Code of the District of Columbia

§ 22–4131. Definitions.

For the purposes of this chapter, the term:

(1) “Actual innocence” or “actually innocent” means that the person did not commit the crime of which he or she was convicted.

(2) “Biological material” means the contents of a sexual assault examination kit, bodily fluids (including, but not limited to, blood, semen, saliva, and vaginal fluid), hair, skin tissue, fingernail scrapings, bone, or other human DNA source matter which apparently derived from the perpetrator of a crime or, under circumstances that may be probative of the perpetrator’s identity, apparently derived from the victim of a crime. This definition applies equally to material that is present on other evidence, including, but not limited to, clothing, ligatures, bedding or other household material, drinking cups, or cigarettes, and to material that is recovered from evidence and thereafter maintained separately from that evidence, including, but not limited to, on a slide, on a swab, in cuttings, or in scrapings.

(3) “Crime of violence” means the crimes cited in § 23-1331(4).

(4) “DNA” means deoxyribonucleic acid.

(5) “DNA testing” means forensic DNA analysis of biological material.

(6) “Law enforcement agencies” means the Metropolitan Police Department, the Corporation Counsel for the District of Columbia, prosecutors, or any other governmental agency that has the authority to investigate, make arrests for, or prosecute or adjudicate District of Columbia criminal or delinquency offenses. The term “law enforcement agencies” shall include law enforcement agencies that have entered into cooperative agreements with the Metropolitan Police Department pursuant to § 5-133.17, to the extent the law enforcement agency is acting pursuant to such a cooperative agreement.

(7) “New evidence” means evidence that:

(A) Was not personally known and could not, in the exercise of reasonable diligence, have been personally known to the movant at the time of the trial or the plea proceeding;

(B) Was personally known to the movant at the time of the trial or the plea proceeding, but could not be produced at that time because:

(i) The presence or the testimony of a witness could not be compelled or, in the exercise of reasonable diligence by the movant, otherwise obtained; or

(ii) Physical evidence, in the exercise of the movant’s reasonable diligence, could not be obtained; or

(C) Was obtained as a result of post-conviction DNA testing.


The records below are to be copied exactly, with their pictures left out.

Top of Information shown

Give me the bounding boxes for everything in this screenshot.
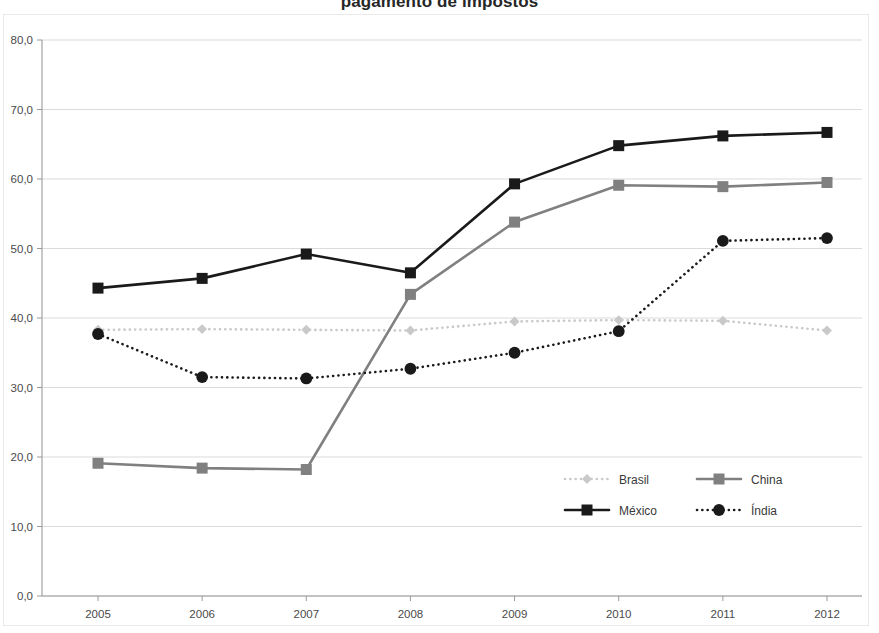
data-point-marker [582,474,592,484]
gridlines-group [42,40,862,596]
series-mxico [93,127,833,294]
data-point-marker [614,315,624,325]
y-axis-tick-label: 50,0 [11,243,33,255]
data-point-marker [613,180,624,191]
legend-item-brasil[interactable]: Brasil [565,473,649,487]
line-chart-plot: 80,070,060,050,040,030,020,010,00,0 2005… [0,0,879,633]
data-point-marker [717,181,728,192]
legend-label: Brasil [619,473,649,487]
data-point-marker [197,273,208,284]
series-line [98,132,827,288]
chart-legend: BrasilChinaMéxicoÍndia [565,473,783,518]
data-point-marker [509,347,521,359]
x-axis-tick-label: 2010 [606,608,632,620]
data-point-marker [405,289,416,300]
data-point-marker [613,140,624,151]
x-axis-tick-label: 2006 [189,608,215,620]
x-axis-tick-label: 2009 [502,608,528,620]
legend-item-ndia[interactable]: Índia [697,503,777,518]
data-point-marker [405,326,415,336]
data-point-marker [717,235,729,247]
data-point-marker [822,326,832,336]
y-axis-tick-label: 60,0 [11,173,33,185]
data-point-marker [301,249,312,260]
data-point-marker [93,283,104,294]
data-point-marker [196,371,208,383]
series-ndia [92,232,833,384]
x-tick-marks-group [98,596,827,601]
data-point-marker [301,464,312,475]
data-point-marker [93,458,104,469]
y-axis-labels-group: 80,070,060,050,040,030,020,010,00,0 [11,34,33,602]
data-point-marker [718,316,728,326]
data-point-marker [509,178,520,189]
y-tick-marks-group [37,40,42,596]
legend-label: México [619,504,657,518]
y-axis-tick-label: 0,0 [17,590,33,602]
data-point-marker [582,505,593,516]
x-axis-tick-label: 2008 [398,608,424,620]
data-point-marker [300,373,312,385]
data-point-marker [405,363,417,375]
data-point-marker [197,324,207,334]
x-axis-labels-group: 20052006200720082009201020112012 [85,608,840,620]
data-point-marker [197,463,208,474]
data-point-marker [613,325,625,337]
legend-label: Índia [751,503,777,518]
chart-container: pagamento de impostos 80,070,060,050,040… [0,0,879,633]
data-point-marker [405,267,416,278]
x-axis-tick-label: 2005 [85,608,111,620]
legend-label: China [751,473,783,487]
legend-item-china[interactable]: China [697,473,783,487]
legend-item-mxico[interactable]: México [565,504,657,518]
data-point-marker [821,232,833,244]
data-point-marker [92,328,104,340]
data-point-marker [509,217,520,228]
x-axis-tick-label: 2007 [293,608,319,620]
y-axis-tick-label: 40,0 [11,312,33,324]
series-line [98,320,827,330]
data-point-marker [301,325,311,335]
x-axis-tick-label: 2011 [710,608,735,620]
data-point-marker [822,127,833,138]
y-axis-tick-label: 30,0 [11,382,33,394]
y-axis-tick-label: 80,0 [11,34,33,46]
data-point-marker [713,504,725,516]
data-point-marker [714,474,725,485]
data-point-marker [822,177,833,188]
y-axis-tick-label: 20,0 [11,451,33,463]
y-axis-tick-label: 70,0 [11,104,33,116]
x-axis-tick-label: 2012 [814,608,840,620]
data-point-marker [717,130,728,141]
y-axis-tick-label: 10,0 [11,521,33,533]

Bottom of Information shown

* [Solution]:
Give me the bounding boxes for everything in this screenshot.
data-point-marker [582,474,592,484]
gridlines-group [42,40,862,596]
series-mxico [93,127,833,294]
data-point-marker [614,315,624,325]
y-axis-tick-label: 50,0 [11,243,33,255]
data-point-marker [613,180,624,191]
legend-item-brasil[interactable]: Brasil [565,473,649,487]
line-chart-plot: 80,070,060,050,040,030,020,010,00,0 2005… [0,0,879,633]
data-point-marker [717,181,728,192]
legend-label: Brasil [619,473,649,487]
data-point-marker [197,273,208,284]
series-line [98,132,827,288]
chart-legend: BrasilChinaMéxicoÍndia [565,473,783,518]
data-point-marker [509,347,521,359]
x-axis-tick-label: 2010 [606,608,632,620]
data-point-marker [405,289,416,300]
data-point-marker [613,140,624,151]
x-axis-tick-label: 2006 [189,608,215,620]
x-axis-tick-label: 2009 [502,608,528,620]
legend-item-ndia[interactable]: Índia [697,503,777,518]
data-point-marker [405,326,415,336]
data-point-marker [717,235,729,247]
data-point-marker [822,326,832,336]
y-axis-tick-label: 60,0 [11,173,33,185]
data-point-marker [301,249,312,260]
data-point-marker [93,283,104,294]
data-point-marker [196,371,208,383]
series-ndia [92,232,833,384]
x-tick-marks-group [98,596,827,601]
data-point-marker [301,464,312,475]
data-point-marker [93,458,104,469]
y-axis-labels-group: 80,070,060,050,040,030,020,010,00,0 [11,34,33,602]
data-point-marker [718,316,728,326]
data-point-marker [509,178,520,189]
y-tick-marks-group [37,40,42,596]
legend-label: México [619,504,657,518]
y-axis-tick-label: 0,0 [17,590,33,602]
data-point-marker [582,505,593,516]
x-axis-tick-label: 2008 [398,608,424,620]
data-point-marker [300,373,312,385]
data-point-marker [405,363,417,375]
data-point-marker [197,324,207,334]
x-axis-labels-group: 20052006200720082009201020112012 [85,608,840,620]
data-point-marker [197,463,208,474]
data-point-marker [613,325,625,337]
legend-label: Índia [751,503,777,518]
chart-container: pagamento de impostos 80,070,060,050,040… [0,0,879,633]
data-point-marker [405,267,416,278]
x-axis-tick-label: 2005 [85,608,111,620]
legend-label: China [751,473,783,487]
legend-item-china[interactable]: China [697,473,783,487]
legend-item-mxico[interactable]: México [565,504,657,518]
data-point-marker [821,232,833,244]
data-point-marker [92,328,104,340]
data-point-marker [509,217,520,228]
x-axis-tick-label: 2007 [293,608,319,620]
y-axis-tick-label: 40,0 [11,312,33,324]
series-line [98,320,827,330]
data-point-marker [301,325,311,335]
x-axis-tick-label: 2011 [710,608,735,620]
data-point-marker [822,127,833,138]
y-axis-tick-label: 30,0 [11,382,33,394]
y-axis-tick-label: 80,0 [11,34,33,46]
data-point-marker [713,504,725,516]
data-point-marker [714,474,725,485]
data-point-marker [822,177,833,188]
y-axis-tick-label: 20,0 [11,451,33,463]
y-axis-tick-label: 70,0 [11,104,33,116]
x-axis-tick-label: 2012 [814,608,840,620]
data-point-marker [717,130,728,141]
y-axis-tick-label: 10,0 [11,521,33,533]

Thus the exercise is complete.